- The following discussion is an archived debate of the proposed deletion of the article below. Please do not modify it. Subsequent comments should be made on the appropriate discussion page (such as the article's talk page or in a deletion review). No further edits should be made to this page.
The result was delete. MBisanz talk 03:33, 6 December 2008 (UTC)[reply]
Cost per Day
- Cost per Day (edit | talk | history | protect | delete | links | watch | logs | views) (delete) – (View log)
Promotes adSemble and in turn nMotion technologies. Author mentioned find their approach mathematical, analytical and scientific as a contest against the Pro-D earlier, but does not give any source for coming to that conclusion nor does the article have any relation to this statement. Article mentions powered by their proprietary "procession algorithm" and no details are given. So it is only promoting the company and product giving such uncited and likely copyrighted items (since it says proprietary). The provided links are also promotions only and are not encyclopaedic references.
- Delete, promotional at best, nonsensical at worst. Stifle (talk) 17:04, 2 December 2008 (UTC)[reply]
- Delete Lacks independant services and article appears to exist solely to promote a non-notable corporation. Edward321 (talk) 21:00, 2 December 2008 (UTC)[reply]
- Delete Not only is it distinctly advertising, it's nigh incomprehensible. There's one reference that isn't the corporate website, and it's a blog posting. Flopsy Mopsy and Cottonmouth (talk) 04:55, 4 December 2008 (UTC)[reply]
- Note: This debate has been included in the list of Advertising-related deletion discussions. -- Raven1977 (talk) 21:14, 5 December 2008 (UTC)[reply]
- The above discussion is preserved as an archive of the debate. Please do not modify it. Subsequent comments should be made on the appropriate discussion page (such as the article's talk page or in a deletion review). No further edits should be made to this page.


Task to complete = Retype the lines from the one containing "Image is 868x445 pixels." through the last line of the entries below, exactly and in full, omitting every image.
-- Opening Marker --
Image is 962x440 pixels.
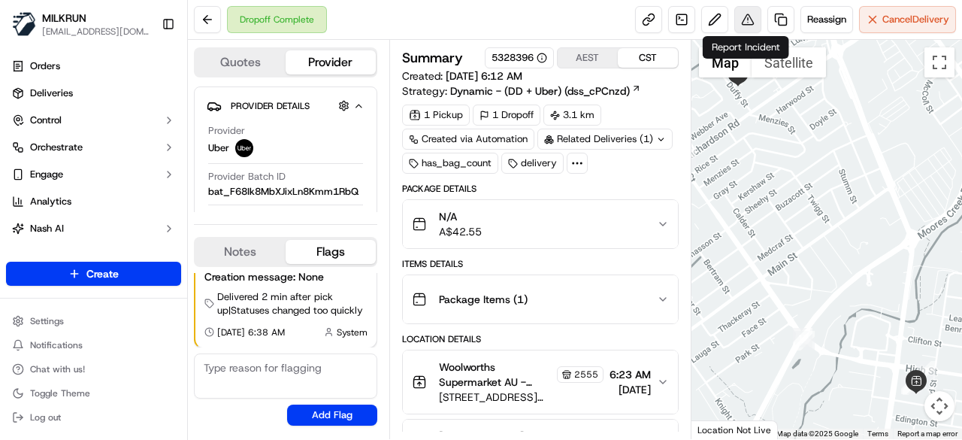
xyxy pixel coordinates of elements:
button: Orchestrate [6,135,181,159]
span: Chat with us! [30,363,85,375]
div: 10 [795,331,815,350]
span: Reassign [807,13,846,26]
span: Log out [30,411,61,423]
span: 6:23 AM [609,367,651,382]
span: Provider Delivery ID [208,211,297,225]
span: [DATE] 6:12 AM [446,69,522,83]
span: Uber [208,141,229,155]
button: CancelDelivery [859,6,956,33]
button: Chat with us! [6,358,181,380]
div: Package Details [402,183,679,195]
button: Toggle fullscreen view [924,47,954,77]
button: Nash AI [6,216,181,240]
img: uber-new-logo.jpeg [235,139,253,157]
span: Notifications [30,339,83,351]
span: Created: [402,68,522,83]
button: N/AA$42.55 [403,200,678,248]
div: Report Incident [703,36,789,59]
span: Engage [30,168,63,181]
button: Show satellite imagery [751,47,826,77]
span: Package Items ( 1 ) [439,292,528,307]
h3: Summary [402,51,463,65]
button: MILKRUN [42,11,86,26]
a: Orders [6,54,181,78]
span: Dynamic - (DD + Uber) (dss_cPCnzd) [450,83,630,98]
a: Created via Automation [402,129,534,150]
a: Deliveries [6,81,181,105]
div: Related Deliveries (1) [537,129,673,150]
button: Notifications [6,334,181,355]
button: Notes [195,240,286,264]
button: Provider Details [207,93,364,118]
a: Terms (opens in new tab) [867,429,888,437]
button: Engage [6,162,181,186]
button: 5328396 [491,51,547,65]
div: 8 [903,375,922,395]
img: MILKRUN [12,12,36,36]
span: A$42.55 [439,224,482,239]
div: Items Details [402,258,679,270]
button: Add Flag [287,404,377,425]
button: [EMAIL_ADDRESS][DOMAIN_NAME] [42,26,150,38]
button: Reassign [800,6,853,33]
button: CST [618,48,678,68]
span: [DATE] [609,382,651,397]
div: 12 [676,149,696,168]
button: Log out [6,407,181,428]
div: 1 Pickup [402,104,470,125]
div: 11 [793,328,812,347]
span: 2555 [574,368,598,380]
div: 3.1 km [543,104,601,125]
span: [STREET_ADDRESS][PERSON_NAME] [439,389,603,404]
span: Orchestrate [30,141,83,154]
div: 1 Dropoff [473,104,540,125]
a: Product Catalog [6,243,181,268]
span: Provider [208,124,245,138]
span: Nash AI [30,222,64,235]
span: Toggle Theme [30,387,90,399]
span: Analytics [30,195,71,208]
span: System [337,326,367,338]
button: Map camera controls [924,391,954,421]
button: Quotes [195,50,286,74]
button: Flags [286,240,376,264]
span: Provider Details [231,100,310,112]
span: Create [86,266,119,281]
span: N/A [439,209,482,224]
button: Control [6,108,181,132]
span: Delivered 2 min after pick up | Statuses changed too quickly [217,290,367,317]
span: [DATE] 6:38 AM [217,326,285,338]
button: MILKRUNMILKRUN[EMAIL_ADDRESS][DOMAIN_NAME] [6,6,156,42]
button: Provider [286,50,376,74]
div: Strategy: [402,83,641,98]
span: Settings [30,315,64,327]
div: has_bag_count [402,153,498,174]
span: Product Catalog [30,249,102,262]
a: Open this area in Google Maps (opens a new window) [695,419,745,439]
button: Show street map [699,47,751,77]
span: Provider Batch ID [208,170,286,183]
img: Google [695,419,745,439]
div: Creation message: None [204,269,367,284]
div: Location Not Live [691,420,778,439]
a: Report a map error [897,429,957,437]
div: delivery [501,153,564,174]
button: Create [6,262,181,286]
a: Analytics [6,189,181,213]
span: Orders [30,59,60,73]
div: 9 [901,374,921,394]
span: Map data ©2025 Google [776,429,858,437]
span: Woolworths Supermarket AU - [GEOGRAPHIC_DATA] ([GEOGRAPHIC_DATA]) Store Manager [439,359,554,389]
a: Dynamic - (DD + Uber) (dss_cPCnzd) [450,83,641,98]
button: Toggle Theme [6,383,181,404]
button: Settings [6,310,181,331]
div: Location Details [402,333,679,345]
span: Cancel Delivery [882,13,949,26]
button: AEST [558,48,618,68]
span: bat_F68Ik8MbXJixLn8Kmm1RbQ [208,185,358,198]
button: Woolworths Supermarket AU - [GEOGRAPHIC_DATA] ([GEOGRAPHIC_DATA]) Store Manager2555[STREET_ADDRES... [403,350,678,413]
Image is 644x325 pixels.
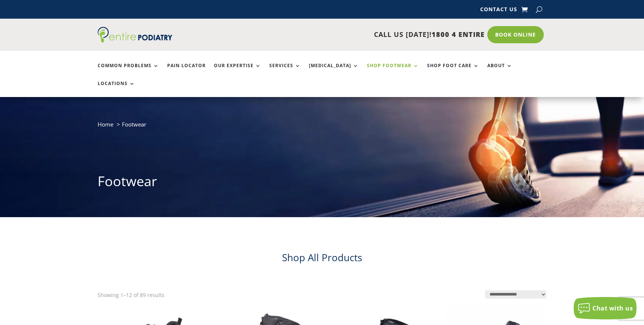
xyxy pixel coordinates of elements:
[574,298,636,319] button: Chat with us
[167,63,206,80] a: Pain Locator
[367,63,419,80] a: Shop Footwear
[592,304,633,313] span: Chat with us
[480,7,517,15] a: Contact Us
[98,37,173,45] a: Entire Podiatry
[488,27,543,44] a: Book Online
[98,27,173,43] img: logo (1)
[98,120,113,128] a: Home
[309,63,359,80] a: [MEDICAL_DATA]
[269,63,301,80] a: Services
[122,120,146,128] span: Footwear
[98,81,135,97] a: Locations
[488,63,512,80] a: About
[213,63,261,80] a: Our Expertise
[98,291,164,300] p: Showing 1–12 of 89 results
[98,63,159,80] a: Common Problems
[98,119,546,135] nav: breadcrumb
[98,251,546,268] h2: Shop All Products
[98,172,546,194] h1: Footwear
[427,63,479,80] a: Shop Foot Care
[201,30,485,40] p: CALL US [DATE]!
[432,30,485,39] span: 1800 4 ENTIRE
[485,291,546,298] select: Shop order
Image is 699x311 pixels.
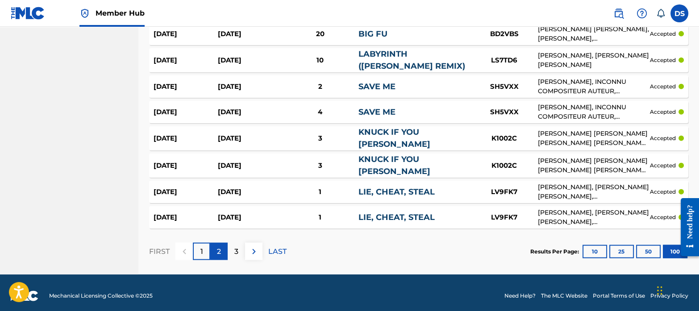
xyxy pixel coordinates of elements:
[657,277,662,304] div: Drag
[541,292,587,300] a: The MLC Website
[537,51,650,70] div: [PERSON_NAME], [PERSON_NAME] [PERSON_NAME]
[234,246,238,257] p: 3
[249,246,259,257] img: right
[537,183,650,201] div: [PERSON_NAME], [PERSON_NAME] [PERSON_NAME], [PERSON_NAME], [PERSON_NAME]
[268,246,286,257] p: LAST
[650,83,676,91] p: accepted
[650,213,676,221] p: accepted
[49,292,153,300] span: Mechanical Licensing Collective © 2025
[470,161,537,171] div: K1002C
[470,82,537,92] div: SH5VXX
[650,188,676,196] p: accepted
[154,29,218,39] div: [DATE]
[470,55,537,66] div: LS7TD6
[282,161,358,171] div: 3
[358,49,465,71] a: LABYRINTH ([PERSON_NAME] REMIX)
[282,55,358,66] div: 10
[537,129,650,148] div: [PERSON_NAME] [PERSON_NAME] [PERSON_NAME] [PERSON_NAME], [PERSON_NAME], [PERSON_NAME] [PERSON_NAM...
[154,133,218,144] div: [DATE]
[79,8,90,19] img: Top Rightsholder
[593,292,645,300] a: Portal Terms of Use
[470,107,537,117] div: SH5VXX
[218,107,282,117] div: [DATE]
[610,4,627,22] a: Public Search
[154,212,218,223] div: [DATE]
[218,187,282,197] div: [DATE]
[582,245,607,258] button: 10
[358,154,430,176] a: KNUCK IF YOU [PERSON_NAME]
[358,187,435,197] a: LIE, CHEAT, STEAL
[663,245,687,258] button: 100
[470,29,537,39] div: BD2VBS
[650,108,676,116] p: accepted
[656,9,665,18] div: Notifications
[11,7,45,20] img: MLC Logo
[282,133,358,144] div: 3
[149,246,170,257] p: FIRST
[609,245,634,258] button: 25
[530,248,581,256] p: Results Per Page:
[358,82,395,91] a: SAVE ME
[358,127,430,149] a: KNUCK IF YOU [PERSON_NAME]
[282,212,358,223] div: 1
[154,161,218,171] div: [DATE]
[670,4,688,22] div: User Menu
[218,212,282,223] div: [DATE]
[470,133,537,144] div: K1002C
[633,4,651,22] div: Help
[358,29,387,39] a: BIG FU
[470,187,537,197] div: LV9FK7
[650,134,676,142] p: accepted
[358,212,435,222] a: LIE, CHEAT, STEAL
[154,55,218,66] div: [DATE]
[537,208,650,227] div: [PERSON_NAME], [PERSON_NAME] [PERSON_NAME], [PERSON_NAME], [PERSON_NAME]
[674,191,699,263] iframe: Resource Center
[95,8,145,18] span: Member Hub
[154,187,218,197] div: [DATE]
[217,246,221,257] p: 2
[218,55,282,66] div: [DATE]
[650,56,676,64] p: accepted
[650,30,676,38] p: accepted
[282,29,358,39] div: 20
[154,107,218,117] div: [DATE]
[636,8,647,19] img: help
[504,292,535,300] a: Need Help?
[282,107,358,117] div: 4
[650,292,688,300] a: Privacy Policy
[282,82,358,92] div: 2
[154,82,218,92] div: [DATE]
[654,268,699,311] iframe: Chat Widget
[218,82,282,92] div: [DATE]
[537,77,650,96] div: [PERSON_NAME], INCONNU COMPOSITEUR AUTEUR, [PERSON_NAME] [PERSON_NAME], [PERSON_NAME] [PERSON_NAM...
[613,8,624,19] img: search
[537,103,650,121] div: [PERSON_NAME], INCONNU COMPOSITEUR AUTEUR, [PERSON_NAME] [PERSON_NAME], [PERSON_NAME] [PERSON_NAM...
[218,161,282,171] div: [DATE]
[537,25,650,43] div: [PERSON_NAME] [PERSON_NAME], [PERSON_NAME], [PERSON_NAME], [PERSON_NAME]
[282,187,358,197] div: 1
[470,212,537,223] div: LV9FK7
[537,156,650,175] div: [PERSON_NAME] [PERSON_NAME] [PERSON_NAME] [PERSON_NAME], [PERSON_NAME], [PERSON_NAME] [PERSON_NAM...
[636,245,660,258] button: 50
[200,246,203,257] p: 1
[218,29,282,39] div: [DATE]
[358,107,395,117] a: SAVE ME
[218,133,282,144] div: [DATE]
[650,162,676,170] p: accepted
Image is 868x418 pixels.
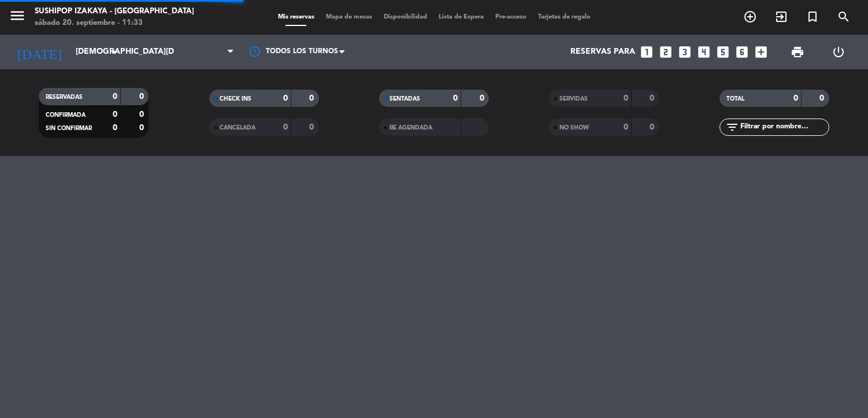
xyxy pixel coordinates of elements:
[624,94,628,103] strong: 0
[818,34,860,70] div: LOG OUT
[775,10,788,24] i: exit_to_app
[220,125,256,131] span: CANCELADA
[220,96,251,102] span: CHECK INS
[283,94,288,103] strong: 0
[320,14,378,20] span: Mapa de mesas
[46,94,83,100] span: RESERVADAS
[113,124,117,132] strong: 0
[8,39,70,65] i: [DATE]
[378,14,433,20] span: Disponibilidad
[570,47,635,57] span: Reservas para
[34,6,194,18] div: Sushipop Izakaya - [GEOGRAPHIC_DATA]
[139,110,146,119] strong: 0
[309,123,316,131] strong: 0
[794,94,798,103] strong: 0
[735,44,749,60] i: looks_6
[8,7,26,28] button: menu
[46,126,92,131] span: SIN CONFIRMAR
[34,18,194,29] div: sábado 20. septiembre - 11:33
[624,123,628,131] strong: 0
[639,44,654,60] i: looks_one
[560,96,588,102] span: SERVIDAS
[390,125,432,131] span: RE AGENDADA
[837,10,850,24] i: search
[107,45,122,59] i: arrow_drop_down
[283,123,288,131] strong: 0
[113,93,117,100] strong: 0
[490,14,532,20] span: Pre-acceso
[791,45,804,59] span: print
[390,96,420,102] span: SENTADAS
[532,14,596,20] span: Tarjetas de regalo
[480,94,487,103] strong: 0
[113,110,117,119] strong: 0
[754,44,768,60] i: add_box
[650,123,657,131] strong: 0
[726,96,744,102] span: TOTAL
[743,10,757,24] i: add_circle_outline
[433,14,490,20] span: Lista de Espera
[560,125,589,131] span: NO SHOW
[8,7,26,24] i: menu
[697,44,711,60] i: looks_4
[139,93,146,100] strong: 0
[832,45,846,59] i: power_settings_new
[739,121,829,133] input: Filtrar por nombre...
[272,14,320,20] span: Mis reservas
[677,44,693,60] i: looks_3
[453,94,458,103] strong: 0
[650,94,657,103] strong: 0
[309,94,316,103] strong: 0
[46,112,86,118] span: CONFIRMADA
[716,44,730,60] i: looks_5
[658,44,674,60] i: looks_two
[806,10,820,24] i: turned_in_not
[726,120,739,134] i: filter_list
[820,94,827,103] strong: 0
[139,124,146,132] strong: 0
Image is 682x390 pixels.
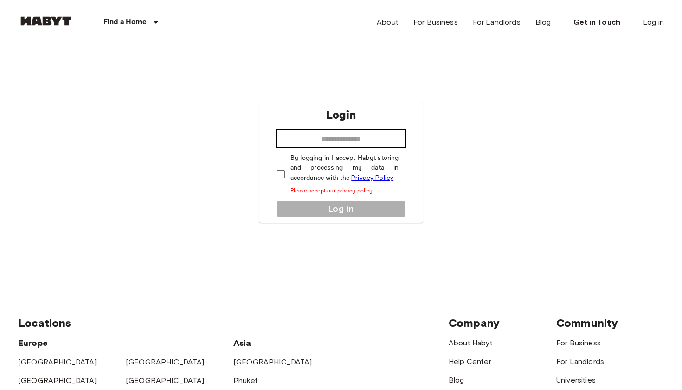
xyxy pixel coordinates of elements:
[449,316,500,329] span: Company
[449,338,493,347] a: About Habyt
[291,187,399,195] p: Please accept our privacy policy
[234,376,258,384] a: Phuket
[18,16,74,26] img: Habyt
[104,17,147,28] p: Find a Home
[377,17,399,28] a: About
[557,316,618,329] span: Community
[449,375,465,384] a: Blog
[126,376,205,384] a: [GEOGRAPHIC_DATA]
[291,153,399,195] p: By logging in I accept Habyt storing and processing my data in accordance with the
[449,357,492,365] a: Help Center
[536,17,552,28] a: Blog
[326,107,356,123] p: Login
[351,174,394,182] a: Privacy Policy
[126,357,205,366] a: [GEOGRAPHIC_DATA]
[234,338,252,348] span: Asia
[18,316,71,329] span: Locations
[643,17,664,28] a: Log in
[557,357,604,365] a: For Landlords
[18,357,97,366] a: [GEOGRAPHIC_DATA]
[414,17,458,28] a: For Business
[18,376,97,384] a: [GEOGRAPHIC_DATA]
[18,338,48,348] span: Europe
[557,375,596,384] a: Universities
[234,357,312,366] a: [GEOGRAPHIC_DATA]
[566,13,629,32] a: Get in Touch
[473,17,521,28] a: For Landlords
[557,338,601,347] a: For Business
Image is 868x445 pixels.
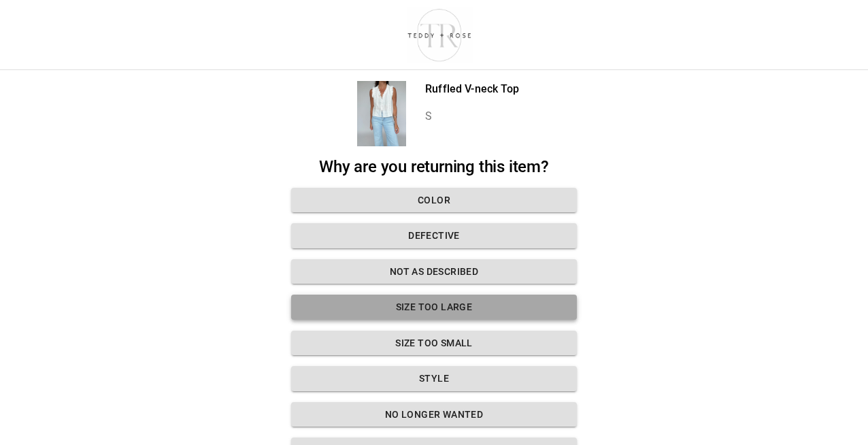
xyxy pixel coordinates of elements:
button: Style [291,366,577,391]
h2: Why are you returning this item? [291,157,577,177]
button: Size too large [291,294,577,320]
p: S [425,108,518,125]
button: No longer wanted [291,402,577,427]
button: Defective [291,223,577,248]
img: shop-teddyrose.myshopify.com-d93983e8-e25b-478f-b32e-9430bef33fdd [401,5,478,64]
button: Not as described [291,259,577,284]
button: Size too small [291,330,577,356]
button: Color [291,188,577,213]
p: Ruffled V-neck Top [425,81,518,98]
-- Closing Marker --
Written reply =
Image is 868x445 pixels.
xyxy pixel coordinates of elements:
button: Style [291,366,577,391]
h2: Why are you returning this item? [291,157,577,177]
button: Size too large [291,294,577,320]
p: S [425,108,518,125]
button: No longer wanted [291,402,577,427]
button: Defective [291,223,577,248]
img: shop-teddyrose.myshopify.com-d93983e8-e25b-478f-b32e-9430bef33fdd [401,5,478,64]
button: Not as described [291,259,577,284]
button: Size too small [291,330,577,356]
button: Color [291,188,577,213]
p: Ruffled V-neck Top [425,81,518,98]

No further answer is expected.